In an undated image provided by Chhut Chheana, a Urogymnus polylepis, or giant stingray, was fished out of the Mekong River to be weighed and measured in Cambodia. (Chhut Chheana via The New York Times)
In an undated image provided by Chhut Chheana, a Urogymnus polylepis, or giant stingray, was fished out of the Mekong River to be weighed and measured in Cambodia. (Chhut Chheana via The New York Times)

For 17 years, Zeb Hogan, a biologist, has been searching for the world’s largest freshwater fish. On June 13, his team found it — a giant freshwater stingray, or Urogymnus polylepis.

The ray, hauled out of the murky waters of the Mekong River in Cambodia, measured four metres in length before it was returned to the river. And at 300kg, it was 7kg heavier than a Mekong giant catfish caught in Thailand in 2005. Hogan said he had previously established that freshwater fish as the largest ever caught.

While this species of giant stingray has an extremely dangerous venomous barb that can reach 30cm in length, they are not usually a threat to humans. More often, they wind up in the market as a source of cheap protein.

Fishers in Cambodia first alerted Hogan and his team at Wonders of the Mekong Project, which works to protect the Southeast Asian river’s aquatic diversity and is sponsored by the US Agency for International Development, that they had caught a stingray larger than anyone had ever seen. Team members rushed to the small river island, called Koh Preah, and lined up three industrial scales. Using a tarp, they hoisted the stingray out of the water and onto the scales to verify its weight.

The discovery comes less than a month after another giant stingray — that one weighing 180kg — was caught and released nearby. Two other enormous rays have also been caught this year.

“The fact that the world’s largest freshwater fish was caught in the Mekong is remarkable,” Hogan said. “This is a heavily populated region, and the river faces a ton of challenges, including lots of fishing.”
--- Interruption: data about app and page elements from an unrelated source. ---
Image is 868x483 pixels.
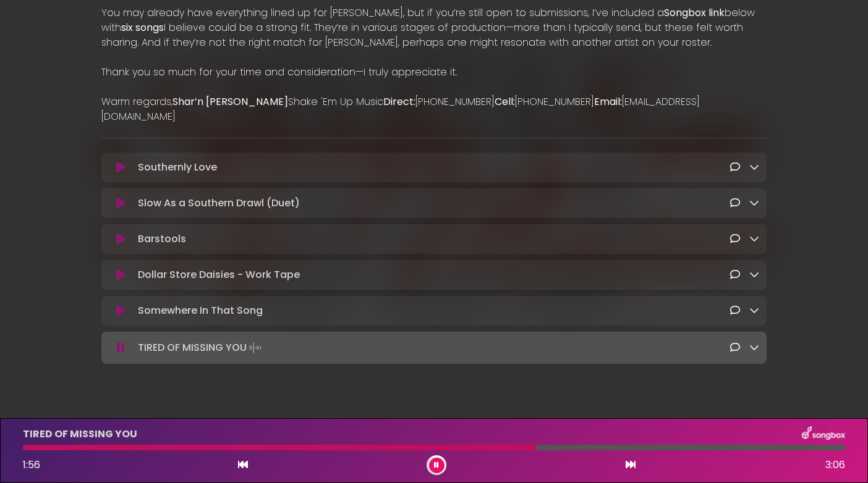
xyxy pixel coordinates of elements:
strong: Email: [594,95,622,109]
p: Dollar Store Daisies - Work Tape [138,268,300,283]
p: TIRED OF MISSING YOU [138,339,264,357]
strong: Cell: [495,95,515,109]
strong: Direct: [383,95,416,109]
strong: Songbox link [664,5,725,20]
p: Barstools [138,232,186,247]
strong: Shar’n [PERSON_NAME] [172,95,288,109]
p: Thank you so much for your time and consideration—I truly appreciate it. [101,65,767,80]
p: You may already have everything lined up for [PERSON_NAME], but if you’re still open to submissio... [101,5,767,50]
p: Somewhere In That Song [138,304,263,319]
p: Slow As a Southern Drawl (Duet) [138,196,300,211]
img: waveform4.gif [247,339,264,357]
strong: six songs [121,20,164,34]
p: Southernly Love [138,160,217,175]
p: Warm regards, Shake 'Em Up Music [PHONE_NUMBER] [PHONE_NUMBER] [EMAIL_ADDRESS][DOMAIN_NAME] [101,95,767,124]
This article originally appeared in the New York Times.

Vocabulary

  • aquatic: growing or living in or near water - เกี่ยวกับน้ำ
  • challenge: something that needs a lot of skill, energy, and determination to deal with or achieve - สิ่งที่ท้าทาย, การท้าทาย
  • diversity: including many different types of things or people - ความหลากหลาย
  • freshwater: water that is not the sea and is not salty - น้ำจืด
  • murky: not clear; dark or dirty with mud or another substance - มืดมนมาก
  • scale (noun): an instrument for weighing people or things - ตราชั่ง, เครื่องชั่ง
  • threat: a danger - อันตราย
  • venomous: producing venom (the poisonous liquid that some snakes, spiders, etc. produce when they bite or sting you) - มีพิษ
  • verify: to prove that something is true, or to make certain that something is correct - พิสูจน์ว่าเป็นความจริง
Do you like the content of this article?